Candidate of the day

Former Charles Sturt University psychology lecturer Dr David Mallard is standing for the Greens in Calare. If there is one seat where universities matter this is it, being home to the Bathurst and Orange campuses of Charles Sturt University.

Low impact

Readers with long memories will remember the push to include impact as a measure of research performance during the Gillard era (oh come on, Julia, redhead, used to be PM). According to a not especially enthusiastic paper from the Australian Research Council back in June “key stakeholders including government, industry and the community require more information on the benefits derived from investment in Australian research activities.” But that was 11, or is it 12, ministers back and incumbent Kim Carr is said not to like the idea. However, the conservatives might, what with their being lackeys of capitalism. So the research establishment is explaining why impact is a mistake, lest an incoming Coalition minister have the wrong idea about measuring performance. University of Sydney vice chancellor Michael Spence explains the problems with impact in an opinion piece for the Chronicle of Higher Education, (presumably Dr Spence will send Brett Mason and the members of the Coalition higher education working group a copy in case they missed it). “The innovation system functions best when different players contribute in unique ways.  Universities should not perform research like a profit-motivated enterprise would.  And they should not be encouraged to do so by government policy at the expense of their core mission: the generation and dissemination of knowledge to young scholars and the wider world.” CMM suspects the problem might be cuts to research funding in the next budget, whichever side is in power, than how the feds assess what it is spent on.

Message with meaning 

CMM is a fan of whoever makes the University of Ballarat’s TVCs – economic in production and clear in purpose.
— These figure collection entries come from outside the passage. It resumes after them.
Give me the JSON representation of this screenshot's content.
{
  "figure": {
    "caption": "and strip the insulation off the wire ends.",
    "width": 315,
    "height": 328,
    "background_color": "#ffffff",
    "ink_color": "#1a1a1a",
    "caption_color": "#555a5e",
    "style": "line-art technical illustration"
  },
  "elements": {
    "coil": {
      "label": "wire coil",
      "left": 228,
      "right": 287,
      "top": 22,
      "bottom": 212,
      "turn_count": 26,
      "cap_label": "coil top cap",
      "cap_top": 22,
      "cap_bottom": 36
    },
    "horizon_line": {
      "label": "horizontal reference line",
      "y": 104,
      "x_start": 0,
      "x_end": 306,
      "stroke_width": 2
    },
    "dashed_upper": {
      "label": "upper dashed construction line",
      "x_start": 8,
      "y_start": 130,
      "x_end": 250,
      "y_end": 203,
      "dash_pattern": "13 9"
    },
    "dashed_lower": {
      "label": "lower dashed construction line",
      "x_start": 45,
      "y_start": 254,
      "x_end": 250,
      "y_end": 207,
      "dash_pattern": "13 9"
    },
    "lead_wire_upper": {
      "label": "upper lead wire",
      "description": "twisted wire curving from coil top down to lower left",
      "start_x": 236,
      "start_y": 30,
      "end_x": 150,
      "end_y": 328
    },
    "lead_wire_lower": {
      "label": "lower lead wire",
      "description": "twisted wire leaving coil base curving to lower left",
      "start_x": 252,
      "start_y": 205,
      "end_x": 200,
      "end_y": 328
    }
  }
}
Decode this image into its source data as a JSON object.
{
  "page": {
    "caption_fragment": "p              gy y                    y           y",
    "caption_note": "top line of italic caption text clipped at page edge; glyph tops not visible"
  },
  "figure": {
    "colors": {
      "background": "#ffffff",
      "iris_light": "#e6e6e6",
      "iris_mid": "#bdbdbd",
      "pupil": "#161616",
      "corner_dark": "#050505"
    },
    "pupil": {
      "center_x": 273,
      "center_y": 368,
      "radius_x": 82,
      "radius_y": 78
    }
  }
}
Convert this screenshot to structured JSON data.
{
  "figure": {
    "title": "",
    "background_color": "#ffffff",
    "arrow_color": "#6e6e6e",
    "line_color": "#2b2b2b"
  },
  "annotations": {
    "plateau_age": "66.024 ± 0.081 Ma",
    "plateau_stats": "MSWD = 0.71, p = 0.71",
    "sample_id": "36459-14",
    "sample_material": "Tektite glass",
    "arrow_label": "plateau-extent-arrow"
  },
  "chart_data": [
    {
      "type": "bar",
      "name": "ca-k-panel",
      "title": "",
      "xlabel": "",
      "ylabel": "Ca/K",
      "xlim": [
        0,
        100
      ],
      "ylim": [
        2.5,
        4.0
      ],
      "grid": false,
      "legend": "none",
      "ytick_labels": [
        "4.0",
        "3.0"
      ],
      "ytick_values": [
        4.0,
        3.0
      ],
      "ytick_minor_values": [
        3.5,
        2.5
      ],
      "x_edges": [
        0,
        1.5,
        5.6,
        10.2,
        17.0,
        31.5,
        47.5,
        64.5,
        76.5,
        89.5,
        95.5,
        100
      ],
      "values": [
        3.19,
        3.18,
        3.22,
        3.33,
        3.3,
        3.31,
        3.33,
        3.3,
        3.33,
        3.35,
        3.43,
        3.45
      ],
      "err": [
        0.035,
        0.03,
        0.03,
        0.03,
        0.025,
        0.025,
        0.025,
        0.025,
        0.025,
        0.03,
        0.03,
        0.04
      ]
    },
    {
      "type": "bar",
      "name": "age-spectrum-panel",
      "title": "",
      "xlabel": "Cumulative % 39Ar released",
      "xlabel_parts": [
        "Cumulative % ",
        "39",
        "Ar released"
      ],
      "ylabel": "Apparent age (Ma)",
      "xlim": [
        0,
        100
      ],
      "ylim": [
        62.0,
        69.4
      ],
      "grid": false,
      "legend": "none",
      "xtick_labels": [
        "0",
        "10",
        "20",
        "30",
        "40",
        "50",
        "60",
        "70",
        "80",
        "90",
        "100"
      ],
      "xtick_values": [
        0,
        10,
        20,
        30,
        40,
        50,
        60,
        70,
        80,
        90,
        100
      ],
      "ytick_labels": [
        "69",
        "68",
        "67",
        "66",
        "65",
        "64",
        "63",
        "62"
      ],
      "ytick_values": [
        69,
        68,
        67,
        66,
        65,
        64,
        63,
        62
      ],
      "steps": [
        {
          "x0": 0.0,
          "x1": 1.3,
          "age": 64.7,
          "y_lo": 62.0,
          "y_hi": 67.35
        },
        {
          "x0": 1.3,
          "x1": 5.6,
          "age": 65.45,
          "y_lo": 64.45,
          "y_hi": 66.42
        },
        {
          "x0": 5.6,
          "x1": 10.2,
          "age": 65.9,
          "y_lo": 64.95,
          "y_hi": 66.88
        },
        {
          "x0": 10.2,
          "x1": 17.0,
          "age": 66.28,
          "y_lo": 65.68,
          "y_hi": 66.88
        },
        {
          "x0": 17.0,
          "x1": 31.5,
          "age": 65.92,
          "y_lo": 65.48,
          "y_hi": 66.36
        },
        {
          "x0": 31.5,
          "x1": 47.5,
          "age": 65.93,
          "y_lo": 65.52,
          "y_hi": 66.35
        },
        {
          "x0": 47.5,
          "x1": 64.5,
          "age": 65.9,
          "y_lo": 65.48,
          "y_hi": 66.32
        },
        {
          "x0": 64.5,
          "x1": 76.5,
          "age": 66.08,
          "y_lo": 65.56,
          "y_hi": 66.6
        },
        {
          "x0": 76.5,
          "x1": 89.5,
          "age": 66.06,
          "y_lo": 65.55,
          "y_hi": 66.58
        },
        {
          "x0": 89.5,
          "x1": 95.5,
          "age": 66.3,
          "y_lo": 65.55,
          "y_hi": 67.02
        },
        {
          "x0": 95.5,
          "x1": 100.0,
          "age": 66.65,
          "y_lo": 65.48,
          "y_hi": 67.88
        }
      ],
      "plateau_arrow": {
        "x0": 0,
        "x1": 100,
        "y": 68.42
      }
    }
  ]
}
Like this one for  Open Day. Gold Lions it will not win, but the message “learn to succeed,” actually means something that will interest the market.

Promise of the morning

The ABC reports Health Minister Tanya Plibersek promising money for 60 new medical internships for international students to train the bush. Ms Pilbersek says interns who train in rural areas are much more likely to stay there. Now where has CMM heard that before? Why from Andy Vann, who argues for funding so his Charles Sturt University and La Trobe can create a new medical school in the country. Expect to see the minister quoted, at length.